Cassandra kernel introduction-write operations

Source: Internet
Author: User
Tags cassandra

Reprint: http://www.dbthink.com /? P = 420

We have started to use Cassandra in onespot as our next-generation storage engine (replacing a very large PostgreSQL machine with an EC2 machine cluster). Therefore, I have been using Cassandra for the past few weeks. as I am an infrastructure nerd and firmly believe that I need to understand all aspects of the system stack, I have read some information about how Cassandra works, I also want to write a summary to help later users. as Cassandra's excellent write performance is well known, I think my introduction should begin from this.

The first thing to understand is that Cassandra is better to run on multiple machines. as far as I know, Twitter uses a cluster consisting of 45 machines. running Cassandra on a machine may not make sense, because you will lose the advantage of a system without spof.

The client sends a Write Request to a random Cassandra node. this node writes data to the cluster as a proxy. the cluster of the node is stored in a node "ring". The write will be copied to N nodes according to the replication placement policy (replication placement strategy. when using the rackawarestrategy policy, to ensure reliability and availability, Cassandra divides the replication node into three buckets based on the distance from the replication node to the current node: it is located in the same rack as the current node, in the same data center as the current node, or in different data centers. you have configured Cassandra to write data to N nodes for redundancy. Cassandra writes the first copy to the master node of the data, and the second copy to the node in another data center on the ring, the rest are copied to the machine where the proxy node is located in the same data center. this ensures that a single point of failure does not cause the entire cluster to become unavailable, even if the entire data center is unavailable, the cluster remains available.

Therefore, the Write Request starts from your client to a single random node. This node sends write operations to n Different Nodes Based on the replication and placement policy.Edge Use CasesIn extreme cases (node downtime, new nodes in the cluster, and so on), but the node needs to wait for N nodes to return success and return success to the client.(The description here has a problem. In cassandra, there is another W parameter, that is, the result is returned to the client only after several copies are successfully written ).

Each node receives the write request in the form of a "rowmutation" message. For this message, the node takes the following two actions:

  • Append this change to the commit log for transactional purposes
  • Use this change to modify the memtable structure in one memory

This is the end of its work. this is why Cassandra writes so quickly: the slowest part is the operation of appending change logs to files. unlike relational databases, Cassandra does not modify data stored on disks or update indexes. Therefore, there is no intensive Disk Synchronization operation to block this write operation.

There are also multiple scheduled asynchronous operations:

  • When the memtable structure data is full, it needs to be written to sstable, a disk-based structure, so we won't have much data that only exists in the memory.
  • A temporary sstable group for each given columnfamily will be merged into a large sstable. in this case, the temporary sstable is useless and will be reclaimed as garbage at a certain point in the future.

There are a large numberEdge Use CasesI have not discussed the extreme and complex situations here. I strongly suggest you read at least the descriptions about ubuntureinternals and operations in Cassandra wiki. the distributed system is quite complex, and Cassandra is no exception.

If you find any error or want to add more details, please leave your comments. I am not a developer of Cassandra, so I am sure there must be 1-2 errors hidden.

Contact Us

The content source of this page is from Internet, which doesn't represent Alibaba Cloud's opinion; products and services mentioned on that page don't have any relationship with Alibaba Cloud. If the content of the page makes you feel confusing, please write us an email, we will handle the problem within 5 days after receiving your email.

If you find any instances of plagiarism from the community, please send an email to: info-contact@alibabacloud.com and provide relevant evidence. A staff member will contact you within 5 working days.

A Free Trial That Lets You Build Big!

Start building with 50+ products and up to 12 months usage for Elastic Compute Service

  • Sales Support

    1 on 1 presale consultation

  • After-Sales Support

    24/7 Technical Support 6 Free Tickets per Quarter Faster Response

  • Alibaba Cloud offers highly flexible support services tailored to meet your exact needs.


» **DIRECTIONS FOR THIS TASK**: Every line holding "boxes" should be copied from the records below.

» **INPUT MATERIAL**:
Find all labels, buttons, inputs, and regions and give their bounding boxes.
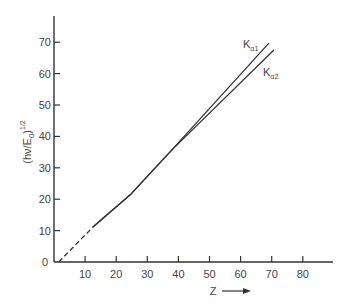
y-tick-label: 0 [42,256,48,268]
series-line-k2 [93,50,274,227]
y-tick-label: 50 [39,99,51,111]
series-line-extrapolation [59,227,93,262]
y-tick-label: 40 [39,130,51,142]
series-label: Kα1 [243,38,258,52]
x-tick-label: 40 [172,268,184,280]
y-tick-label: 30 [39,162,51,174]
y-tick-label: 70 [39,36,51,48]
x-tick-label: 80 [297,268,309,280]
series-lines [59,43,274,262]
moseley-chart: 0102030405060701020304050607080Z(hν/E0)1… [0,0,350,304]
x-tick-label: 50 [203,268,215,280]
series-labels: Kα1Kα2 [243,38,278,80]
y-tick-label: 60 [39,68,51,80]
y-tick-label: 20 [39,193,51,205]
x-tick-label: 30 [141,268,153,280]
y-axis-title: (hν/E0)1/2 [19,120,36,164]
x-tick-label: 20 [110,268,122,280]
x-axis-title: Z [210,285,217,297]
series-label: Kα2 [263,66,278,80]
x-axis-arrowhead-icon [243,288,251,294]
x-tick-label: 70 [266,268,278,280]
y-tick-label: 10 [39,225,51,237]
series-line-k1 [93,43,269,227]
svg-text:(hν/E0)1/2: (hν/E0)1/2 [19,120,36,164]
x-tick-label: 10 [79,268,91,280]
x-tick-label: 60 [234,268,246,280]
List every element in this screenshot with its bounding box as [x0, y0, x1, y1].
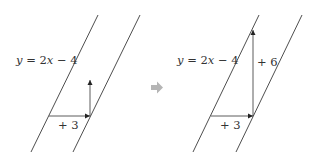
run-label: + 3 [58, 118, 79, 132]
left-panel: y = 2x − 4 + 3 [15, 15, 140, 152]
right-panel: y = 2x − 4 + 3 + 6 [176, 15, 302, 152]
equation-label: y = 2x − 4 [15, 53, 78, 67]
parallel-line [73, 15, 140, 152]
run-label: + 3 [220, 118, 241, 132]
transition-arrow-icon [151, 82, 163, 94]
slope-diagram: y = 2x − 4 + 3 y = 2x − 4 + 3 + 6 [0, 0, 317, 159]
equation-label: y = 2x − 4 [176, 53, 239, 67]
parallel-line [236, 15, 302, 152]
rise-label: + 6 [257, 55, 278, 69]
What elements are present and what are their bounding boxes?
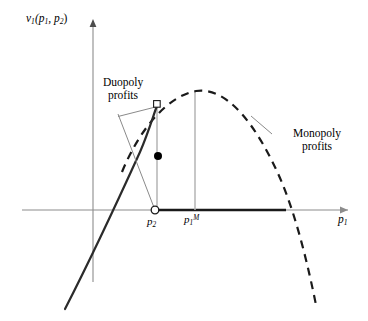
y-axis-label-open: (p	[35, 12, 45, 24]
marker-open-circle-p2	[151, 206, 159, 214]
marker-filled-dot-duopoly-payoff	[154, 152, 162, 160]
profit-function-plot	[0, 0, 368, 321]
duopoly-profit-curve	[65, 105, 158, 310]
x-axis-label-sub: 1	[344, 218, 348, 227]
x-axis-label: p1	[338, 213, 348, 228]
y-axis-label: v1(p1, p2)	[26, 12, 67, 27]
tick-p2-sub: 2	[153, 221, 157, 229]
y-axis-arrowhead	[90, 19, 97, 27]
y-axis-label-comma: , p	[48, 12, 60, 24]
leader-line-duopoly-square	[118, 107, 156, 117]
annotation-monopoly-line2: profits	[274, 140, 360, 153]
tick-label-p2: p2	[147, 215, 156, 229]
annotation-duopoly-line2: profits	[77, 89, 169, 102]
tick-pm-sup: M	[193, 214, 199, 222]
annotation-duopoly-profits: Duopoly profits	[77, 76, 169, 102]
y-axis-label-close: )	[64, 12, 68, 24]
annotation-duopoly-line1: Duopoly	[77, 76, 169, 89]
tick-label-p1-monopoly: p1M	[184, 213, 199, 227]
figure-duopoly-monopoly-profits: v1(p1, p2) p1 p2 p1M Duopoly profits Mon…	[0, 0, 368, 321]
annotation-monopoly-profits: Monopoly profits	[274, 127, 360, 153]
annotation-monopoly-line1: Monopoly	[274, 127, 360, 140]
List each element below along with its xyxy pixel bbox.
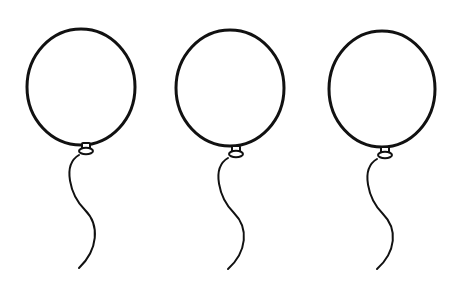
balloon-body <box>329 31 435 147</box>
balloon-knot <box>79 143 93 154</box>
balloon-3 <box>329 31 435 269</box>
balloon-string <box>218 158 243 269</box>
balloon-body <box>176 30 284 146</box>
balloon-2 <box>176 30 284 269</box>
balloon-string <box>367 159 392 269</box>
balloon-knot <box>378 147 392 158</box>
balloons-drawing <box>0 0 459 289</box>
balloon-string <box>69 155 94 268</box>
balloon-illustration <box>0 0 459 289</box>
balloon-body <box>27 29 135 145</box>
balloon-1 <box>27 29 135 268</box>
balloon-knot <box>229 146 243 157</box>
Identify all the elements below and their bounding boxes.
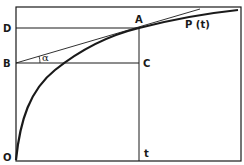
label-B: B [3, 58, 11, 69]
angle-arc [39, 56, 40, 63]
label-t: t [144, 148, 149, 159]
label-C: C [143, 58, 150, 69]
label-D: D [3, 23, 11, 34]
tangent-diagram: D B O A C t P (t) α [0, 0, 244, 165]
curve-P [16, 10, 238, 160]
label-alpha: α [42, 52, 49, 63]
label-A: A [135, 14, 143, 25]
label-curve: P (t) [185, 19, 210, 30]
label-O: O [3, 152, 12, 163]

» **EXERCISE RESULT**:
Find all labels, buttons, inputs, and regions and give their bounding boxes.
What elements are present and what are their bounding boxes?
Identify all the elements below and their bounding boxes.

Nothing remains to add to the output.